Tourist Sneaks Cat Into Iceland, and Iceland Kills the Cat

Swiss woman also gets billed for disinfecting her camper
By Elizabeth Armstrong Moore,  Newser Staff
Posted Apr 26, 2017 8:21 AM CDT
Updated Apr 30, 2017 10:33 AM CDT
Tourist Sneaks Cat Into Iceland, and Iceland Kills the Cat
A tour guide points out the seven regions of Iceland.   (Inspired by Iceland via AP Images)

Iceland's beauty attracts more than a million travelers from around the world every year, and a tourist just learned the hard way that the country doesn't mess around when it comes to protecting its turf. A Swiss woman in her 60s entered the country in her camper by ferry and snuck her cat in along with her. Under Icelandic law, pets entering the country can only pass through Keflavík International Airport, must have the proper paperwork, and must be quarantined for a month, reports the Iceland Review. Police acting on a tip arrested the woman in Höfn in southeastern Iceland within two hours of her arrival and promptly brought her cat to a vet, where it was killed. They're also billing the woman for disinfecting her camper van.

Some are calling the measure extreme, though Travel and Leisure notes that Iceland has a delicate ecosystem to protect, and that many diseases found in animals all over the world have never been detected in Iceland—including rabies. The argument in favor of the tough measure is that the island's animals could be devastated by just one undeclared animal unwittingly introducing a disease for which the native population has no immunity. Iceland Magazine reports that this isn't the first time a cat has been smuggled onto the island only to be euthanized. In 2003, police put down a French couple's cat they'd hidden in their RV. (There are now about two feral cats per human in Hawaii.)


▶ [HOW TO COMPLETE THIS TASK]: Search the data for "description". Return each matching line.
======== TASK INPUTS ========
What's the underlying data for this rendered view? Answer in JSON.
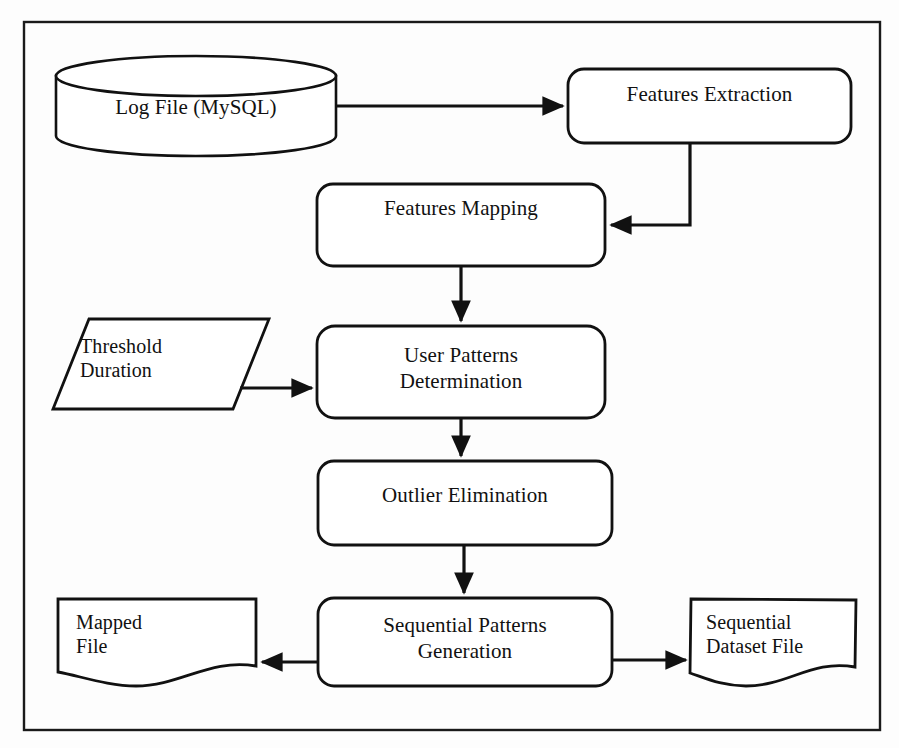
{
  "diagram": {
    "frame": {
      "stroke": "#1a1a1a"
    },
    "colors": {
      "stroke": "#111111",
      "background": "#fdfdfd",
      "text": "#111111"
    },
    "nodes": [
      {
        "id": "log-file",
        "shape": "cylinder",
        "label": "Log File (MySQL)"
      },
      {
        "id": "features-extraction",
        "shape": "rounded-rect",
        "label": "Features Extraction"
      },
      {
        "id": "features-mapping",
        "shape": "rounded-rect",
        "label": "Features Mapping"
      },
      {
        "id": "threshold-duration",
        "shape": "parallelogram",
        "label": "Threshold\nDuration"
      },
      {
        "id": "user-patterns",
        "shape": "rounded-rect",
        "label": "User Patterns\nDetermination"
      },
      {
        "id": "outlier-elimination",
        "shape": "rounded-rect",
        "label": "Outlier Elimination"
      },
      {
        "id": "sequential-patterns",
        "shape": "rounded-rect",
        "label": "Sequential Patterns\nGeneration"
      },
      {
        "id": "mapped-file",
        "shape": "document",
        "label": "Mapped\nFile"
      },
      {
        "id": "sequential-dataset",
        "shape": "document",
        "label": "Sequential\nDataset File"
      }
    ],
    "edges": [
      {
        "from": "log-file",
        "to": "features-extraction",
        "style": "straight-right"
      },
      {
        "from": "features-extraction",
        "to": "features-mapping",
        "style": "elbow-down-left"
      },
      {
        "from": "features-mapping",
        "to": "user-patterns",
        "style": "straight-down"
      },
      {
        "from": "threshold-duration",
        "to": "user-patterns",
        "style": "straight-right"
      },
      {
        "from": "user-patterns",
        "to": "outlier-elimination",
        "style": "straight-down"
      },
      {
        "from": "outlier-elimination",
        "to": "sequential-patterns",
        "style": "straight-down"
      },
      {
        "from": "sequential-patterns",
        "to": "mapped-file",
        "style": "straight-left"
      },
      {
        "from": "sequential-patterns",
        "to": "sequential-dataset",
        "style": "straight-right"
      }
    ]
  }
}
========
======== TASK INPUTS ========
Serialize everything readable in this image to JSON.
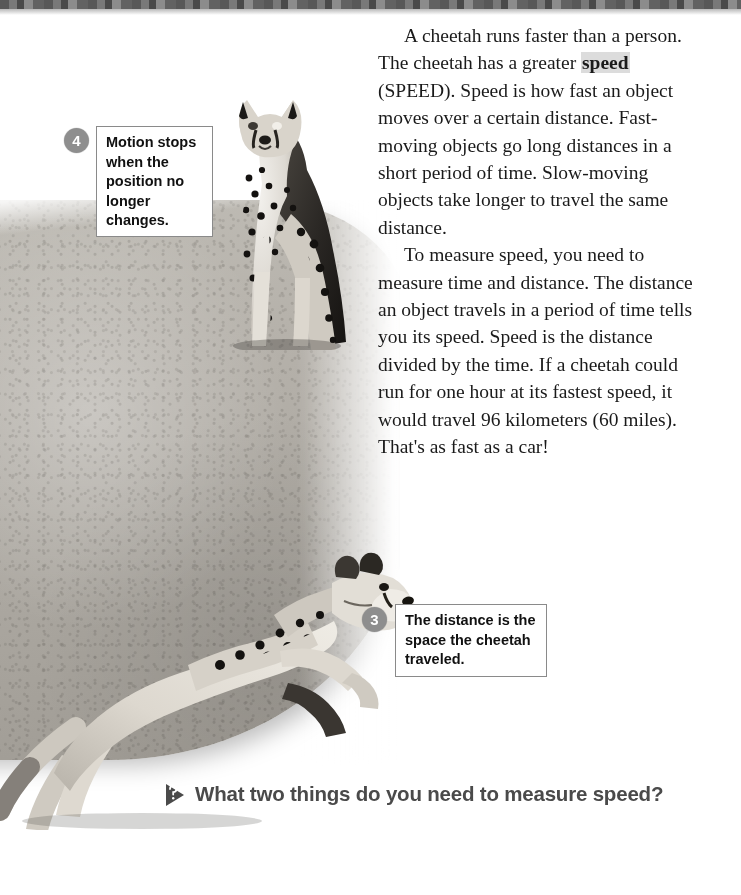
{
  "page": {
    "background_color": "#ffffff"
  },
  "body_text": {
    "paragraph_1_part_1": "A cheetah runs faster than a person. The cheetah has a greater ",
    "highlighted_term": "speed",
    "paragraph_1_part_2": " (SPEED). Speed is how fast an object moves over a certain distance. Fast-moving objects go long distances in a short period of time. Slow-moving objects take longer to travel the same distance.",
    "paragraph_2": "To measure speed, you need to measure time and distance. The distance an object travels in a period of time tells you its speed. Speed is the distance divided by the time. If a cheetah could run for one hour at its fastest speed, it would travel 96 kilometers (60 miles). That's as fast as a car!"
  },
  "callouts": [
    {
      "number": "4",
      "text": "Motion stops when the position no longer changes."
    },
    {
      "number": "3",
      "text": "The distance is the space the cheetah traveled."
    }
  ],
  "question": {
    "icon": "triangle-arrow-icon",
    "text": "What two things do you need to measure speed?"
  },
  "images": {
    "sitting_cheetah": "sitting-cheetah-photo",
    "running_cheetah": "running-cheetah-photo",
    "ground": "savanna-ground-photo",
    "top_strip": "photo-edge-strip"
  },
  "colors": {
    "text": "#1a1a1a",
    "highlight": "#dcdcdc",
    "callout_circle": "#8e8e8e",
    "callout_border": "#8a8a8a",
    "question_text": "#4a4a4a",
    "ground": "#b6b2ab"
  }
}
========
======== TASK INPUTS ========
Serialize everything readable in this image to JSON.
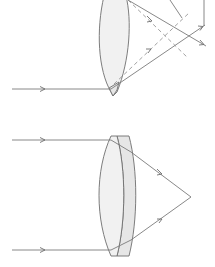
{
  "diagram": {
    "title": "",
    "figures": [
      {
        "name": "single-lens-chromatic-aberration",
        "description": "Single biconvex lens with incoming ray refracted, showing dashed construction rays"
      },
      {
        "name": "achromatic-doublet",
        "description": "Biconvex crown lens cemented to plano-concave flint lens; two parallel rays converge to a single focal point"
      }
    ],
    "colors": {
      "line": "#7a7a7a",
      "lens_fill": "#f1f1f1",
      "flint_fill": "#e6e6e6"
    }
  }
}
========
▶ [RESPONSE BELOW]:
        "description": "Single biconvex lens with incoming ray refracted, showing dashed construction rays"
        "description": "Biconvex crown lens cemented to plano-concave flint lens; two parallel rays converge to a single focal point"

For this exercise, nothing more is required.